Charles Winheld Paints Rust, Decay & Spatial Bliss in Greenport

Charles Winheld “Market Dock” 21″ x 26″ casein/resin
Courtesy Greenport Harbor Brewing Co.

The East End is home to legions of landscape painters, typically offering images of vineyard fields, the roiling sea, Springs marshland, golf courses or sun-bleached dunes with tall grass and aged snow fencing — all created with differing levels of the impressionistic and the real. Greenport painter Charles Winheld is doing something quite different, and art lovers should be excited for it.

Opening at Greenport Harbor Brewing Company in Greenport this Saturday, May 13, Winheld’s new exhibition, Backwaters, will feature more than 25 of his compelling, slightly abstracted paintings depicting scenes that rarely capture the imaginations of other local artists. That’s what makes them so fascinating.

Instead of beaches, dunes and fields, Winheld focuses on industrial parks, vacant lots full of rusty oil drums and sheet metal, demolished cars, disused overpasses, chain link fence, abandoned buildings and dry-docked boats. These are the spots hidden behind the manicured businesses on Main Street, the places viewed from the window of a westbound LIRR train as urban sprawl and rural beauty collide. This is a world that typically intrigues or repels, but rarely leaves folks undecided about how they feel.

 

A Conversation with Charles Winheld 

Charles Winheld “Chicago” 23″ x 23″ caesin
Courtesy Greenport Harbor Brewing Co.

“The back of Alice’s Fish Market provided a lot of imagery, and I often combine two different photographs, sometimes from entirely different areas, hundreds of miles apart, to create a unitary image,” Winheld explains, describing one of the Greenport locations that inspired his work, a waterfront lot with traps stacked high and a decaying hulk of a fishing boat, “Predator,” docked along dense wood pilons.

Combining photographic references, Winheld’s paintings seem to romanticize the outskirts and dirty underbelly of a place, real or imagined, but the artist says his interests are more formal. The locations excite him for “basically just the sheer geometrical, spatial interest,” he says, though he still keeps things rooted in the original source images.

“I do have a sense of place, and even in my most abstract paintings, I feel a need to preserve this — what, for lack of a better term, I would call a sense of location or place. Sometimes it’s frustrating. I don’t know whether to paint more realistically,” he explains. “And some of the paintings would develop quite unexpectedly.”

Winheld says he’s always on the hunt for locations and keeps his iPhone on hand to snap images. He also sketches what he sees, and his old printed photos and slides continue to inform the work. “I still use photographs that I took 20, 30 years ago,” he says.

Along with his consistent subject matter, Winheld’s paintings have a rather muted color palette, they are all created on heavy-duty archival paper, and he mixes his own paints using mostly antiquated methods. Modern oils and acrylics just don’t fit his needs.

Charles Winheld “Florida” 32″ x 30″ casein/resin
Courtesy Greenport Harbor Brewing Co.

“In the past I’ve been mixing items such as wheat paste made from ordinary flour or cherry and gums from fruit trees. You can emulsify them with either oil or resins … technically it’s a tempera,” he says, clearly in his element when discussing the finer points of archaic pigment recipes.

“I like aqueous mediums. I had problems with acrylic. It dries totally imperviously,” Winheld continues, adding later, “I finally decided to use casein, which historically goes back to antiquity in one form or another. It dries almost as imperviously as acrylics after a year or two.”

Casein is a milk protein that works wonderfully as the base for a water-soluble paint, according to Winheld, who points out that it was originally made from cottage cheese in ancient times, and it was a main ingredient in household adhesives sold in hardware stores during the 1940s and ’50s.

“I like the matte, non-reflective quality of the aqueous medium,” he says.

Backwaters was a long time coming for Winheld and Greenport Harbor. Already associated with South Street Gallery in Greenport, he heard about the brewery showing work and decided to see if they’d have a place for him. “I spoke with (GHBC co-owner Ann Vandenburgh) and she was very interested in having a show at some point,” he recalls. “And just when we were getting things going, the COVID epidemic started breaking, so we were sort of on hold for about two-and-a-half years.”

The two kept in touch throughout the pandemic, and now the show is finally happening, and it’s worth the wait. Join Winheld and drink some great local beer at the opening this Saturday, May 13 from 6–8 p.m. at Greenport Harbor Brewing Company’s Greenport location, 234 Carpenter Street.

The Backwaters exhibition will be on view through July 31.

Visit greenportharborbrewing.com for more info, including hours and what beers are pouring.

To learn more about Charles Winheld, visit charleswinheldart.com.

Charles Winheld 2019
Courtesy Greenport Harbor Brewing Co.

Charles Winheld “Mattress al Fresco” 22″ x 25″ caesin
Courtesy Greenport Harbor Brewing Co.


** WHAT YOU NEED TO DO **
Only the text should come through, so restate the listing exactly and drop its images.

--- MATERIAL FOR THIS EXERCISE ---

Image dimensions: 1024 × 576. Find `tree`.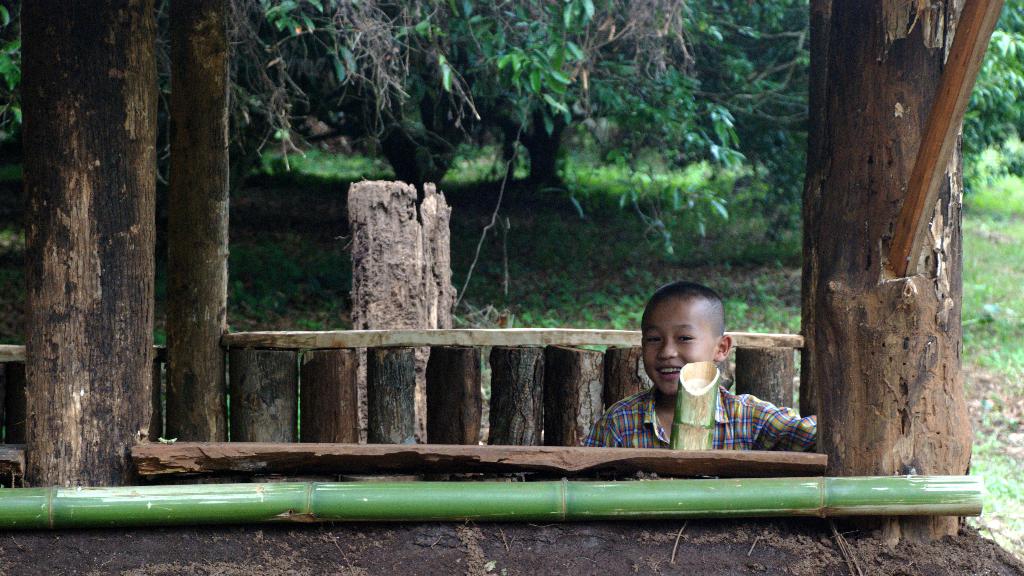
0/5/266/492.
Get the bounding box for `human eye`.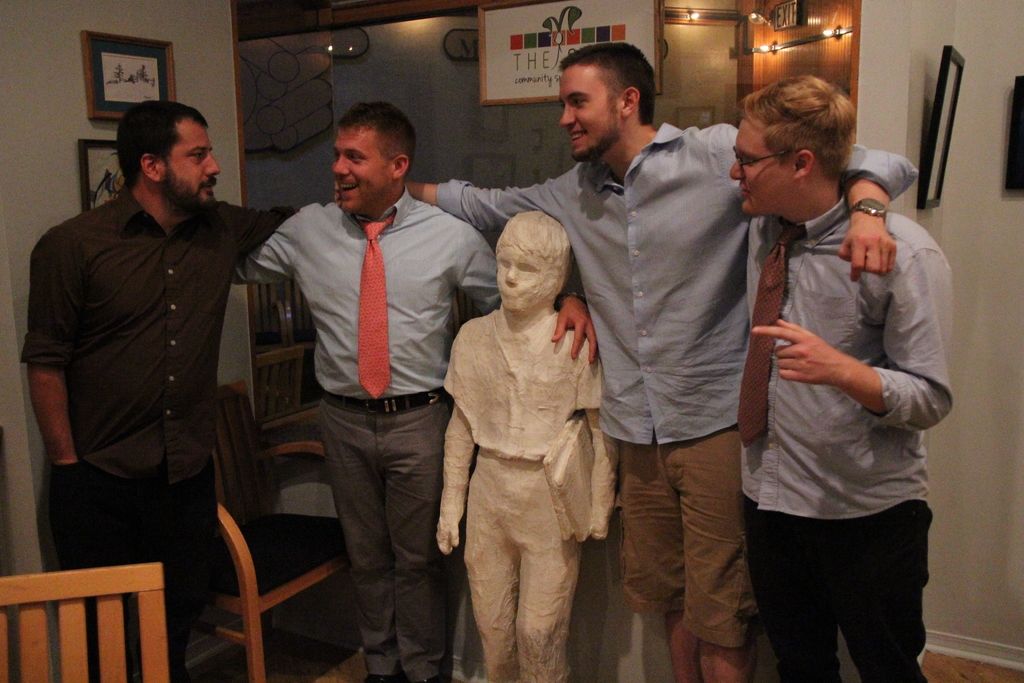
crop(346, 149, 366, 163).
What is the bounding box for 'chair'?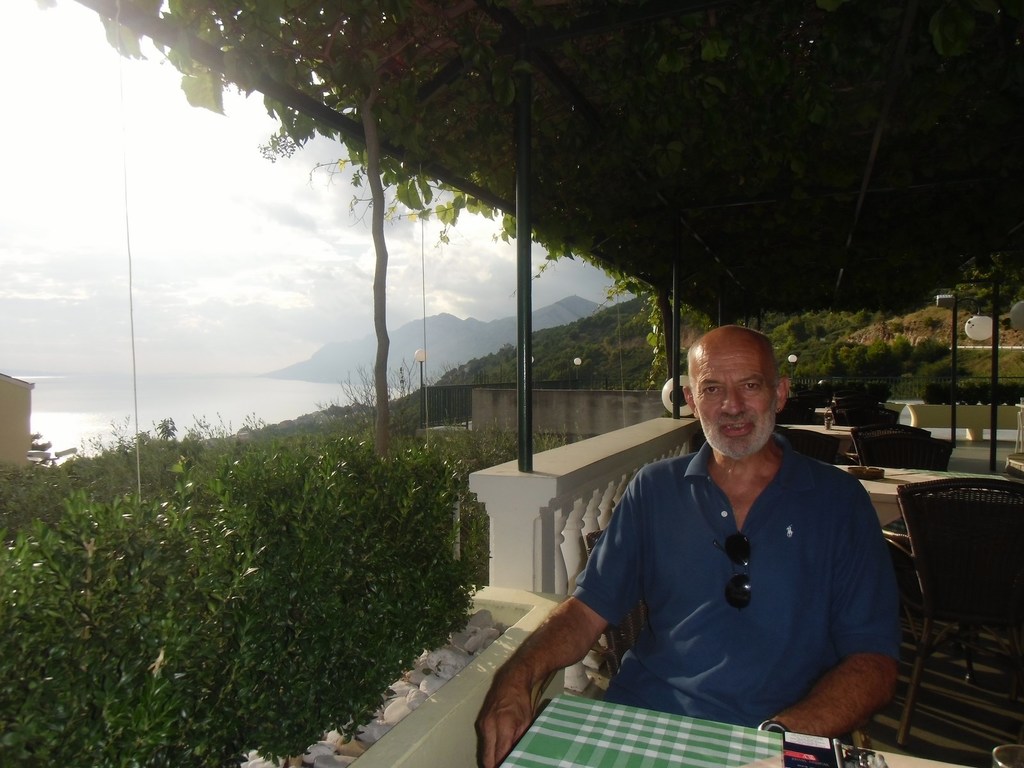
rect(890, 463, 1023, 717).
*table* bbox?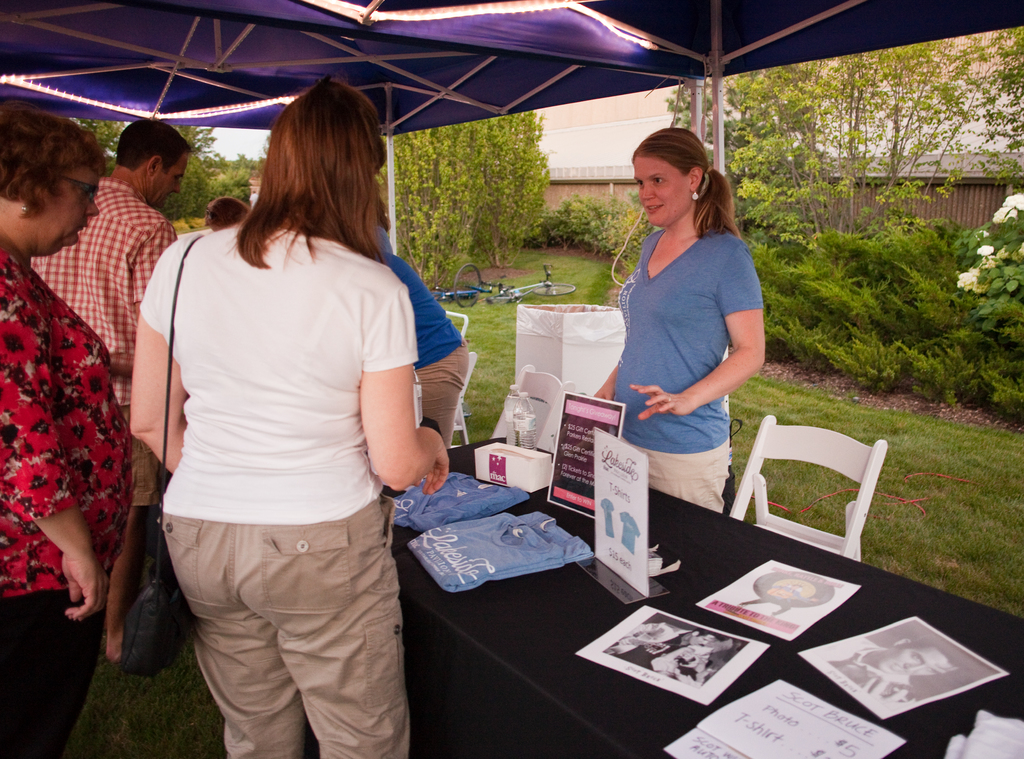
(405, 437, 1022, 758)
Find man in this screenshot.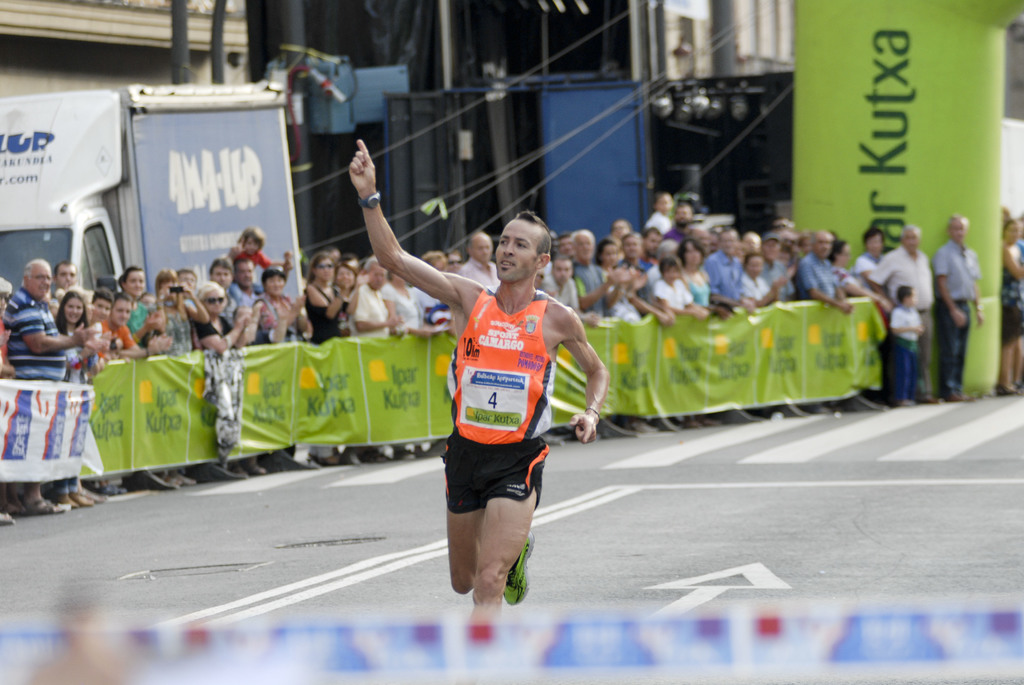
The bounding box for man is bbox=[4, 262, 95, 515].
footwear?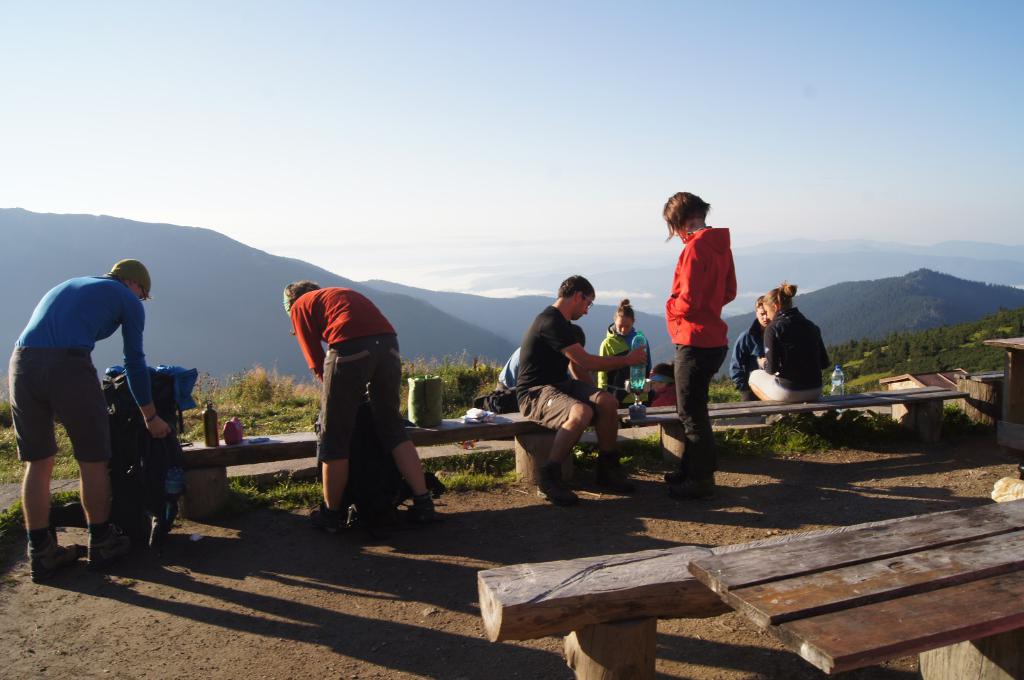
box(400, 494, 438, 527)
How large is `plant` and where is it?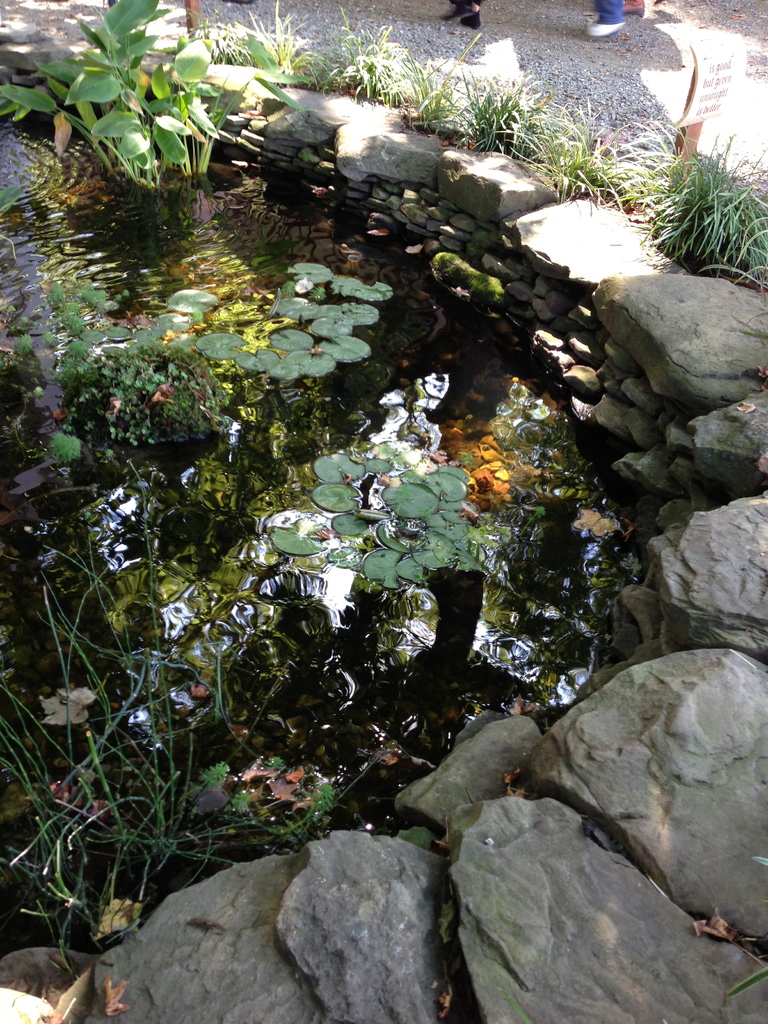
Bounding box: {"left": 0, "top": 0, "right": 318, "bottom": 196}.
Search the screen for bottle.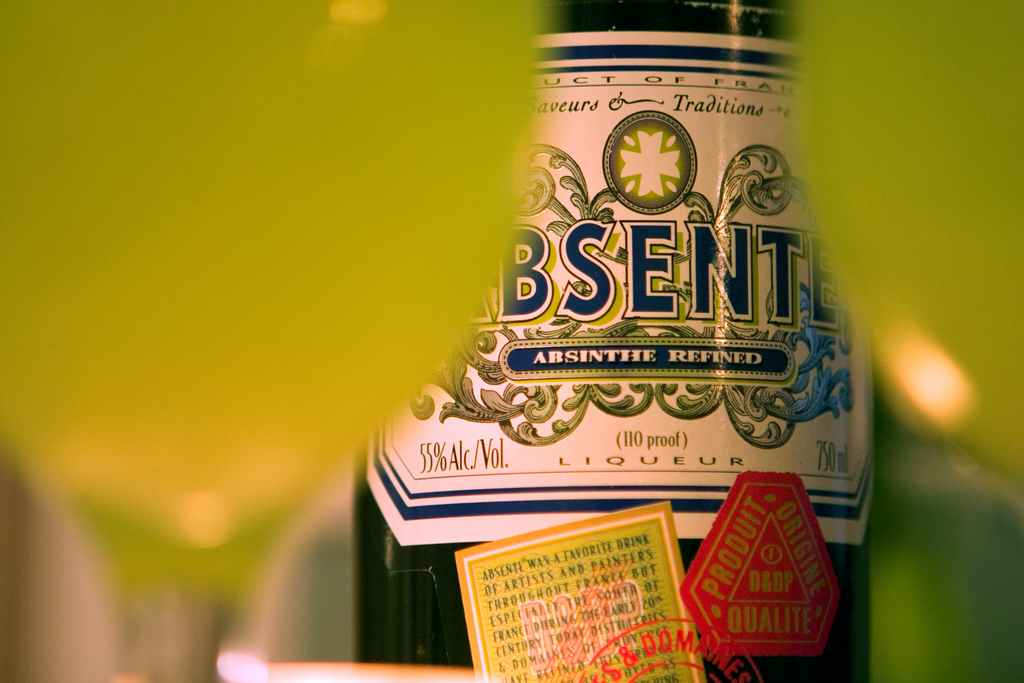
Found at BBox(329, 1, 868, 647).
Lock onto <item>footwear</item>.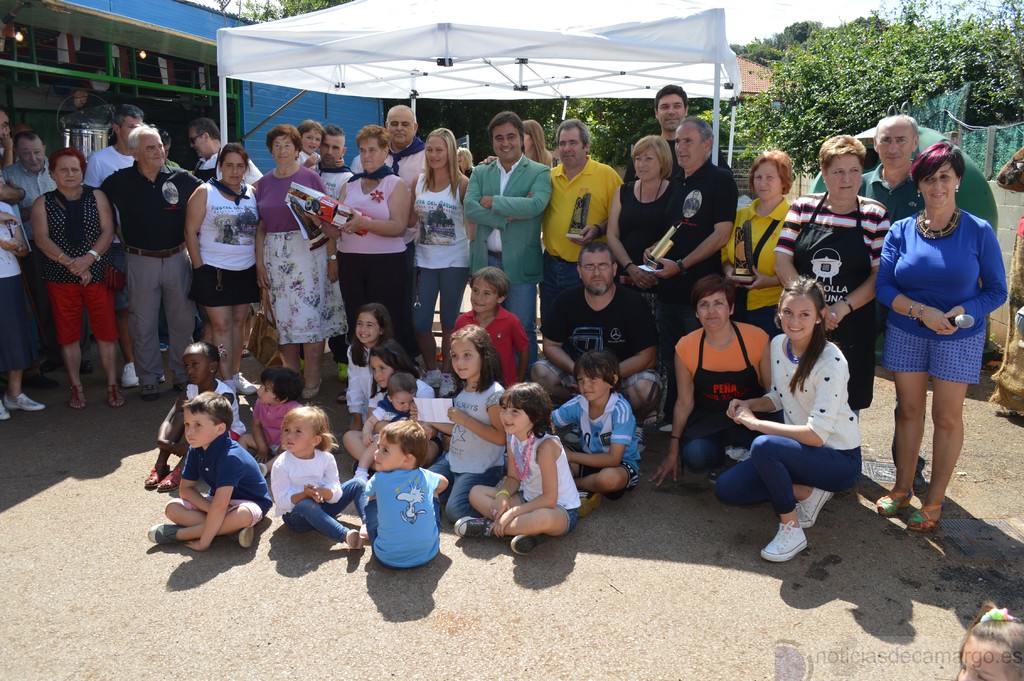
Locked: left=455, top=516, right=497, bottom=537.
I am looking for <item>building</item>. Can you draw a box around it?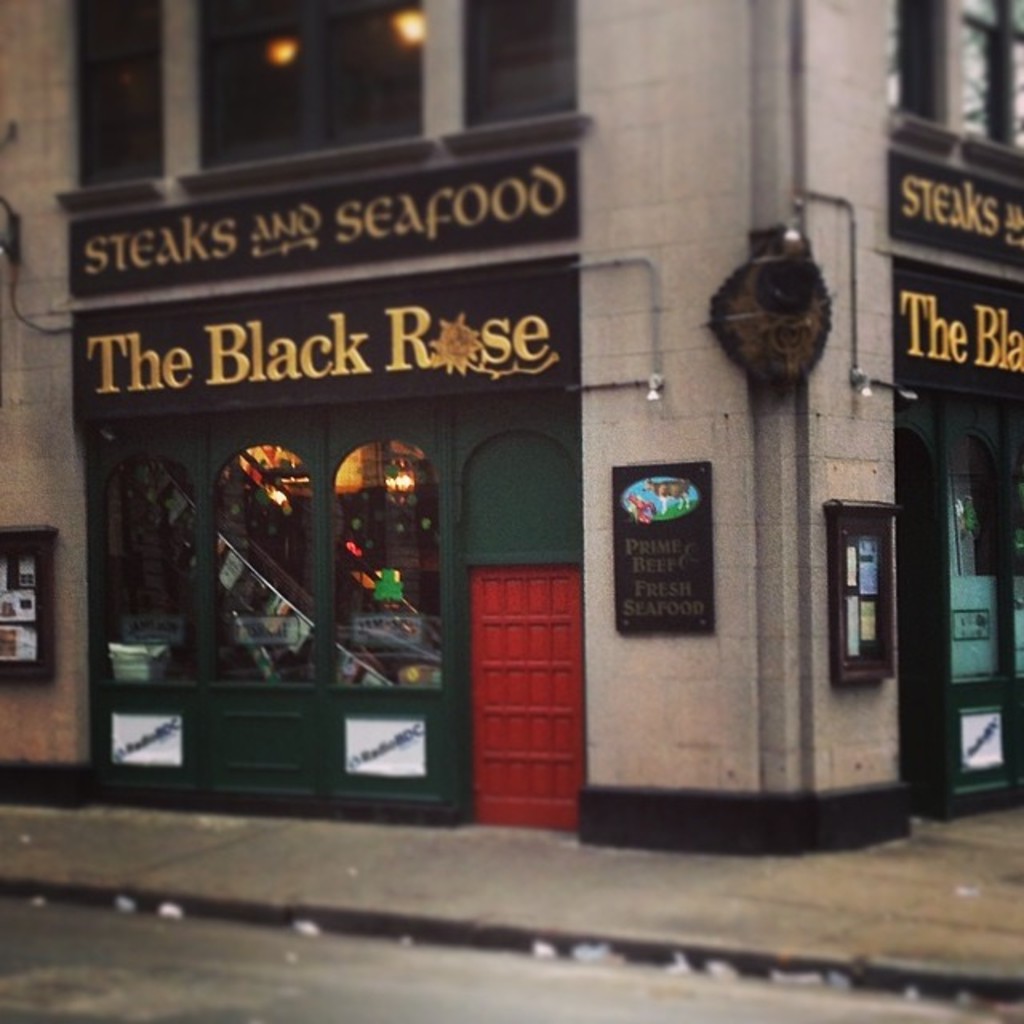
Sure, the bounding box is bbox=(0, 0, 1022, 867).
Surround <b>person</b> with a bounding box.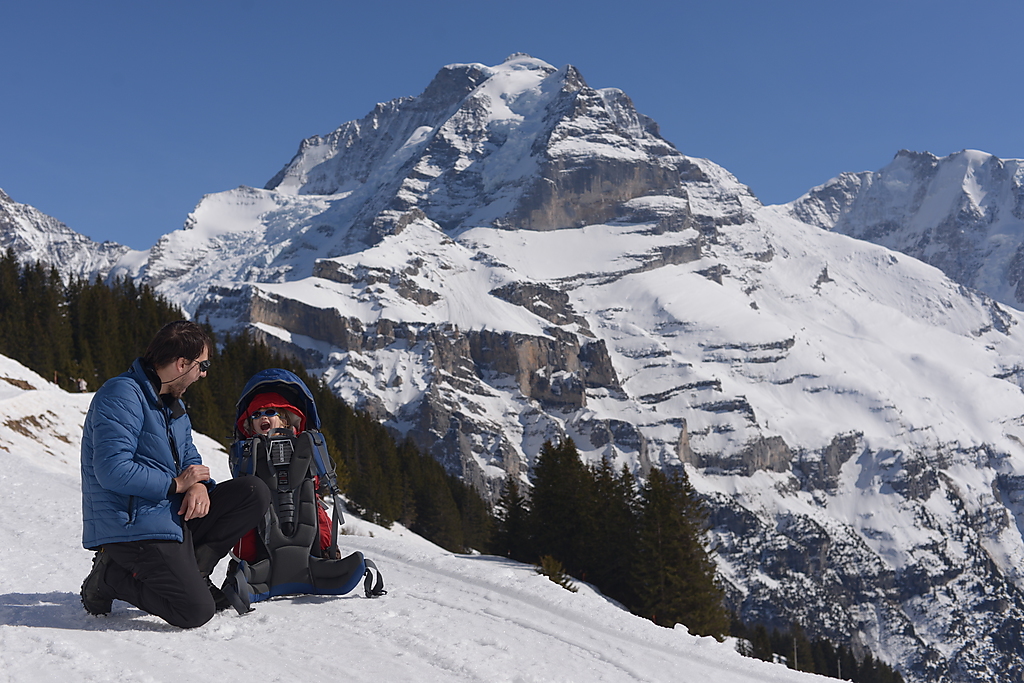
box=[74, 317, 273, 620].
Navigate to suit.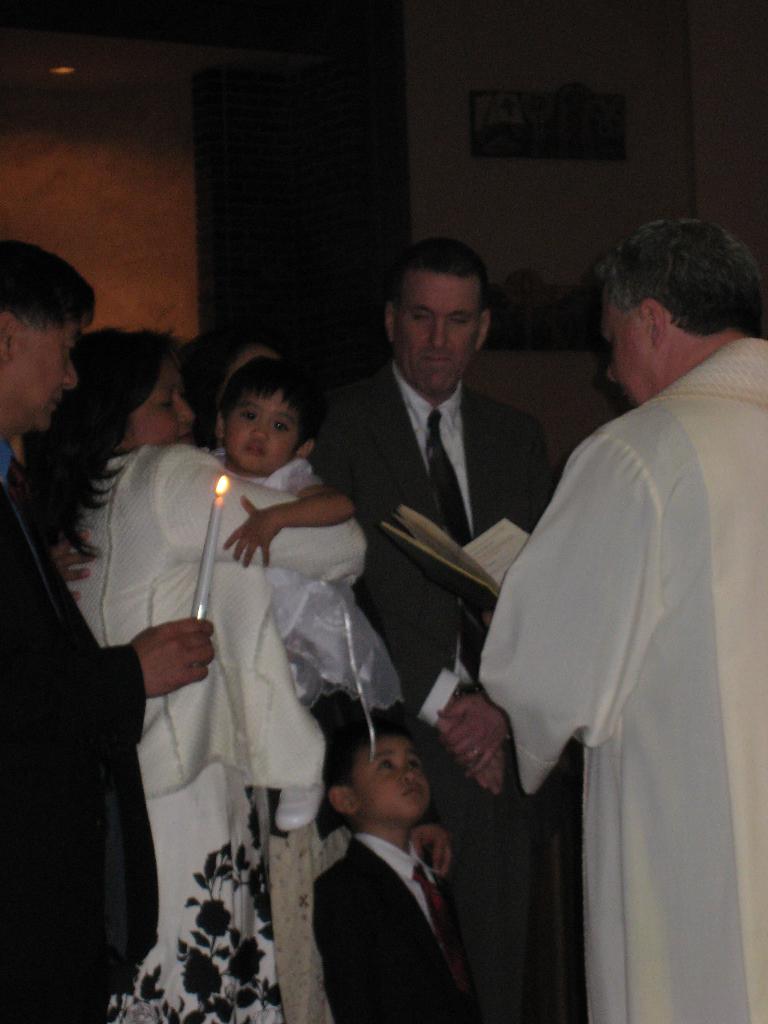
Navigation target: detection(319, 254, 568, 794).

---

** ANSWER TO THE PROBLEM **
Image dimensions: 1024 × 576. Find `tree`.
0/5/266/492.
Get the bounding box for `human eye`.
crop(346, 149, 366, 163).
What is the bounding box for 'chair'?
rect(890, 463, 1023, 717).
*table* bbox?
(405, 437, 1022, 758)
Find man in this screenshot.
The bounding box for man is bbox=[4, 262, 95, 515].
footwear?
box(400, 494, 438, 527)
How large is `plant` and where is it?
Bounding box: {"left": 0, "top": 0, "right": 318, "bottom": 196}.
Search the screen for bottle.
Found at BBox(329, 1, 868, 647).
Lock onto <item>footwear</item>.
Locked: left=455, top=516, right=497, bottom=537.
I am looking for <item>building</item>. Can you draw a box around it?
Sure, the bounding box is bbox=(0, 0, 1022, 867).
Surround <b>person</b> with a bounding box.
box=[74, 317, 273, 620].
Navigate to suit.
Navigation target: detection(319, 254, 568, 794).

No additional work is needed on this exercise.